Other Treatments and What to Expect From Them
Shockwave therapy is sometimes offered for cases that haven’t responded to exercise alone. The treatment delivers focused pressure waves to the tendon with the goal of stimulating a healing response. The evidence, however, is mixed. A systematic review found that when shockwave therapy was compared directly to a placebo, there was no clear superiority for reducing pain in the short term. When combined with exercise, it still showed negligible additional benefit over exercise with a placebo. Where shockwave therapy did show a large effect was when compared to other conservative treatments like rest or bracing alone, which suggests it may work but not much better than a well-designed exercise program.
Corticosteroid injections can provide short-term pain relief, but they come with real risks for tendon tissue. Steroids can cause tissue atrophy and weaken the tendon structure, which is the opposite of what a degenerating tendon needs. Most sports medicine specialists use them sparingly, if at all, for patellar tendinopathy. When injections are used, clinicians reduce the risk by choosing lower concentrations, using ultrasound guidance for precise placement, and limiting the number of injections.
Recovery Timeline
Mild cases caught early, where pain only appears at the start of exercise and doesn’t affect daily life, often improve within a few weeks of modifying activity and beginning a loading program. Moderate cases where pain persists throughout exercise typically require three to six months of consistent rehab before a return to full sport. Severe or long-standing cases can take longer, and the timeline depends heavily on how much structural change has occurred in the tendon.

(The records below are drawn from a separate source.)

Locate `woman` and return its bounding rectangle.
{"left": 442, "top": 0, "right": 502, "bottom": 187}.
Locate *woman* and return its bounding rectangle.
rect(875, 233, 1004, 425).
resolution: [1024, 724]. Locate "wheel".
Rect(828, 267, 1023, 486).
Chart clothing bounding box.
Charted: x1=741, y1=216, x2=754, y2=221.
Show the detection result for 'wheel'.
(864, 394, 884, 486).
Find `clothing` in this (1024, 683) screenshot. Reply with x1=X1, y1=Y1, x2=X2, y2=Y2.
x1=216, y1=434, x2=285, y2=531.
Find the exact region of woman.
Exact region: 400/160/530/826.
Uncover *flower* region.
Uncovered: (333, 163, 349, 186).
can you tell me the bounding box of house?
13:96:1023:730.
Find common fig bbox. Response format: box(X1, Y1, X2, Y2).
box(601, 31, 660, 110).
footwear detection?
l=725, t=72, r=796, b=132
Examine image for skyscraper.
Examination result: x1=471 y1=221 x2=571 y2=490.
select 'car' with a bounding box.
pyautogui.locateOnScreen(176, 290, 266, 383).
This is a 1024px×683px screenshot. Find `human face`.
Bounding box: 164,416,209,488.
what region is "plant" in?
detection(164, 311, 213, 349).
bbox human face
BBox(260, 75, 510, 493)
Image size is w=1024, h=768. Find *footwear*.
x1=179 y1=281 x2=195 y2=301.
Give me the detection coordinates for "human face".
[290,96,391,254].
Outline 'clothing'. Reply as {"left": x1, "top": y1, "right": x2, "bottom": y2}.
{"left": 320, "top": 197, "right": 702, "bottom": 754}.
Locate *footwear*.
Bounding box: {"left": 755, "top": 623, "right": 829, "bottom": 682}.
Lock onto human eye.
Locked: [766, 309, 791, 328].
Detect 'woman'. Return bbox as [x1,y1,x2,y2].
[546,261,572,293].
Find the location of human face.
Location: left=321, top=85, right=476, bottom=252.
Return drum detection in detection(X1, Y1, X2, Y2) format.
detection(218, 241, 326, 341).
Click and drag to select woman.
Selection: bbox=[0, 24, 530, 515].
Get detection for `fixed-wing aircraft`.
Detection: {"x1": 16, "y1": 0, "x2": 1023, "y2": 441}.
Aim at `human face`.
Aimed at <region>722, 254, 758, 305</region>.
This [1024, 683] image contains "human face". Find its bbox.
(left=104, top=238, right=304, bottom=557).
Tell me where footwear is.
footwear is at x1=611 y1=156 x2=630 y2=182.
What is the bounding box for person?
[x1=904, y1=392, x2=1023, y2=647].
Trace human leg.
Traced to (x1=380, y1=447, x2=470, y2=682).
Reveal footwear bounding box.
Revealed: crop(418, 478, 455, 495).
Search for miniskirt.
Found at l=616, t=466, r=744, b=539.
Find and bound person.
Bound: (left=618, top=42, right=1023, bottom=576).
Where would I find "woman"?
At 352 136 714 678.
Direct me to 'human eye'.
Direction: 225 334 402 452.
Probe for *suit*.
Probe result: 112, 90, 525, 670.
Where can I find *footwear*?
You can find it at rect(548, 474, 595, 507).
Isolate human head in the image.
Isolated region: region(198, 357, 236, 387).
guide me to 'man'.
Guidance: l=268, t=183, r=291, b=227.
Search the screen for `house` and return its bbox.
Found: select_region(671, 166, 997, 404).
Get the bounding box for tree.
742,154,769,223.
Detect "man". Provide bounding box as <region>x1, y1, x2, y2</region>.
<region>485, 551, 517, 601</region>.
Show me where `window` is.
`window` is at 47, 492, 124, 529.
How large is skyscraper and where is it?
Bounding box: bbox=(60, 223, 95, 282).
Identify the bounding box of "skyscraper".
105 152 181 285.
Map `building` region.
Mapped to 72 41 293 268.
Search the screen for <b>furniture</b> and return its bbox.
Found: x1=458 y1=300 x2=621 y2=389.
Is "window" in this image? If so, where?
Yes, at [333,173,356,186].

The most important factor in recovery speed is patience. Tendons heal slowly because they have a limited blood supply compared to muscle. Collagen remodeling takes time, and the tendon needs progressive, sustained loading to lay down organized fibers that can handle high forces again. Returning to jumping, sprinting, or heavy squatting before the tendon is ready doesn’t just stall progress; it can cause further degeneration that sets you back months. Your recovery timeline should be guided by how the tendon responds to increasing load, not by how long you’ve been waiting.